FILE PHOTO: Todd Domboski, 12, of Centralia, Pennsylvania, looks over a police barricade at the hole he fell through just hours before photo was taken on Feb. 14, 1981 in Centralia. The hole was caused by a mine fire that’s been burning since 1962.
FILE PHOTO: Smoke rises from the ground in this general view of Centralia, Pennsylvania on Jan. 26, 1983 where an uncontrolled, 20-year-old underground mine fire is raging. A resident of the town says: “It’s hell on earth.”

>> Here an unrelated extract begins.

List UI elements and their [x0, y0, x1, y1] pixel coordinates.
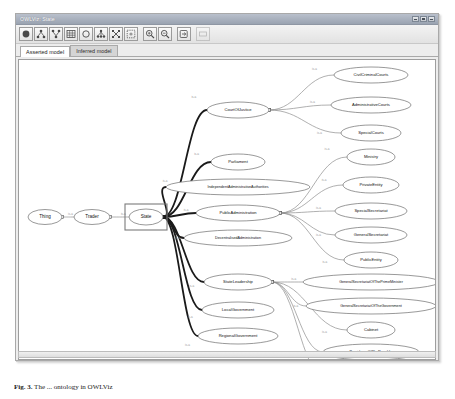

FILE PHOTO: U.S. Bureau of Mines’ John Stockalis, right, and Dan Lewis drop a thermometer through a hole on Main Street in Centralia, Pennsylvania on April 2, 1981, to measure the heat from a mine shaft blaze that has burned for 19 years. Townspeople will vote on May 19 to decide if the town should be relocated so the fire can be dug out.
Centralia background
The underground fire that pushed Centralia into Pennsylvania lore started when a group of paid fireman, on May 27, 1962, started a fire to clean up the town dump before Memorial Day. Firefighters thought they had extinguished the blaze but it spread through an opening in the pit to abandoned coal mines under the town.
FILE PHOTO: Steam rises from the Centralia mine fire in the area where the fire is close to the surface on May 24, 2002. The fire started in 1962.
As the result of a study on how best to address the underground fire, more than 1,000 Centralia residents were moved out in the late 1980s in a $42 million federal relocation program.
With the population down to about 50, then-Gov. Robert Casey in 1992 authorized condemnation proceedings through the Columbia County Redevelopment Authority. The U.S. Postal Service in 2002 discontinued Centralia’s 17927 zip code and then-Gov. Ed Rendell in 2009 began the formal eviction of the few remaining residents.
Attempts to stop condemnation proceedings ended in 2013 with a settlement of a federal lawsuit. It resulted in the state paying the seven remaining residents $349,500 for their properties with the stipulation they could remain in their homes until they die.